Both membership dues and subscription revenues were at risk through the cancellation of print and through the potential substitution of institutional licenses for individual subscriptions. There were unknown costs for building and maintaining an electronic resource: post-print production processes; online customer service; new cost-of-sales for institutional and consortia licenses; functionality enhancements; and infrastructural evolution. Some were duly anticipated; others not; all were exposures that required close analysis.

Careful and conservative articulation of a business model resulted in a financially viable digital library from its very start—a very modest but nonetheless startling success in light of other similar online endeavors that enjoyed the luxury of far greater up-front investment but suffered from much slower market uptake.

Today, vigilance is required to guard against runaway costs for enhanced functionality and expanding content; a constant battle between the allure of what can be done and the pedestrian pragmatism of what makes economic sense.

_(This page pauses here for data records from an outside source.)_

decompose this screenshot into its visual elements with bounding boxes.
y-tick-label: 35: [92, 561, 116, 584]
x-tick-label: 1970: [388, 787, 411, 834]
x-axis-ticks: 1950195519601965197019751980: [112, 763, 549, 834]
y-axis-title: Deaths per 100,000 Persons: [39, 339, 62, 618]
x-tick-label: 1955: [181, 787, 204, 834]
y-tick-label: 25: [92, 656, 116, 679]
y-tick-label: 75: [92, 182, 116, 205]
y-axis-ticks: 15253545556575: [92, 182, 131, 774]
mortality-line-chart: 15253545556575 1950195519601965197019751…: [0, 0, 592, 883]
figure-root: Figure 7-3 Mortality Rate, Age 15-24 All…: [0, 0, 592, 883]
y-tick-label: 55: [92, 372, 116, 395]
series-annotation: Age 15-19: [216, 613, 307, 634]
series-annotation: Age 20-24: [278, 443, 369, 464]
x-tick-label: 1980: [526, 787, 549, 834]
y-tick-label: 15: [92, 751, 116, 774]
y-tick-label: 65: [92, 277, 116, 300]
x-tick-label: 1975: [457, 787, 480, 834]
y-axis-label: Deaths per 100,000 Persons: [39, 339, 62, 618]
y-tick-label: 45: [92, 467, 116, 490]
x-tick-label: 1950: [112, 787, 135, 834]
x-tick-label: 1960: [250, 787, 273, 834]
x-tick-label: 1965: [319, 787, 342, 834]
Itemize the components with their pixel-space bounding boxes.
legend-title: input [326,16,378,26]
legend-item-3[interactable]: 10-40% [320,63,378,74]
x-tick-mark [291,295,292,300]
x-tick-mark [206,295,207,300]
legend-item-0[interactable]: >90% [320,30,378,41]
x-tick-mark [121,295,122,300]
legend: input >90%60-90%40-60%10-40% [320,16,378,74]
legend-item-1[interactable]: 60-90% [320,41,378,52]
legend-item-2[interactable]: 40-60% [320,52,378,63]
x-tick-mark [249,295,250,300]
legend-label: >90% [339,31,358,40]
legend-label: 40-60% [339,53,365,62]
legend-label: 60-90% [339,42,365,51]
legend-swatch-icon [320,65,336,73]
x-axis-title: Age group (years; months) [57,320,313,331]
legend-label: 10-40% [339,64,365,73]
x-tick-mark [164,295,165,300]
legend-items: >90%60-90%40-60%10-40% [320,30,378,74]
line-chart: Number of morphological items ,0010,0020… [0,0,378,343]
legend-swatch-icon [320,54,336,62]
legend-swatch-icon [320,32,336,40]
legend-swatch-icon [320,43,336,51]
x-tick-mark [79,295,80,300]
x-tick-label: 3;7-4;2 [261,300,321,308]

The need for a thorough-going system rewrite often coincides with the advent of enterprise computing. Disparate resources with incompatible representations of overlapping and redundant data are perfectly rational in a world of printed products supported by independent, heterogeneous applications. The coordination of these separate products is effected by intelligent human communication. But when all this information must be integrated in a coherent set of programmatically generated Web pages, such as on a corporate site with a branded identity, then disparities among the underlying information resources result in what might be called a "Talmudic" programming effort. The resulting system then requires all available resources simply to keep it running. Nothing and no one is available to enhance the system and rationally plan its future evolution. When such a system is developed hurriedly, as most are, its maintenance costs are multiplied by what Robert Glass referred to as "fragile code"(See www.acm.org/pubs/citations/journals/cacm/1998-41-12/p11-glass).

These are the typical conditions that demand a thorough-going system rewrite, where coordination is ensured by integration at the level of the data model.